When patients are deprived of oxygen, as can happen with COVID, that can also damage the brain and lead to cognitive problems, Dr. Singer points out.

“These are patients who very possibly should have been in the hospital but weren’t, because the hospitals were filled to capacity,” she says. “Their pneumonia interfered with the ability to keep their oxygen levels up.”

Another problem is that some patients may have developed very tiny clots in their blood vessels, which affected the brain. Other times, a patient may have had a high fever with delirium and hallucinations, which can lead to neurologic or psychological aftereffects.

Treatment and recovery

Considering the patient’s full constellation of symptoms helps the team provide the best possible treatment. For instance, the Long COVID program now has a collaboration with the LA Opera to improve patients’ lung function, which also addresses mental health issues by providing therapy in a joyful and social setting.

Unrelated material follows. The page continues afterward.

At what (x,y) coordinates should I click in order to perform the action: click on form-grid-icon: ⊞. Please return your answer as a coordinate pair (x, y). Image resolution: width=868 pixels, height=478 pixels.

The doctors also recognize the importance of helping the patient emotionally cope with their lengthy recovery. They have created protocols for addressing fatigue, getting back to exercise, treating depression, and they meet regularly to discuss complex care management between subspecialists and primary care physicians. Furthermore, the group collaborates with researchers and other subspecialists to further education about the long COVID condition.

“Often patients had nothing wrong before they had COVID, and this is life-altering,” says Dr. Viswanathan. “A lot of times they need reassurance that everything that’s happening to them is normal and expected, and that things will get better over time.”

Learn more about the UCLA Long COVID Program and how post-COVID symptoms are treated.

Caroline Seydel is the author of this article.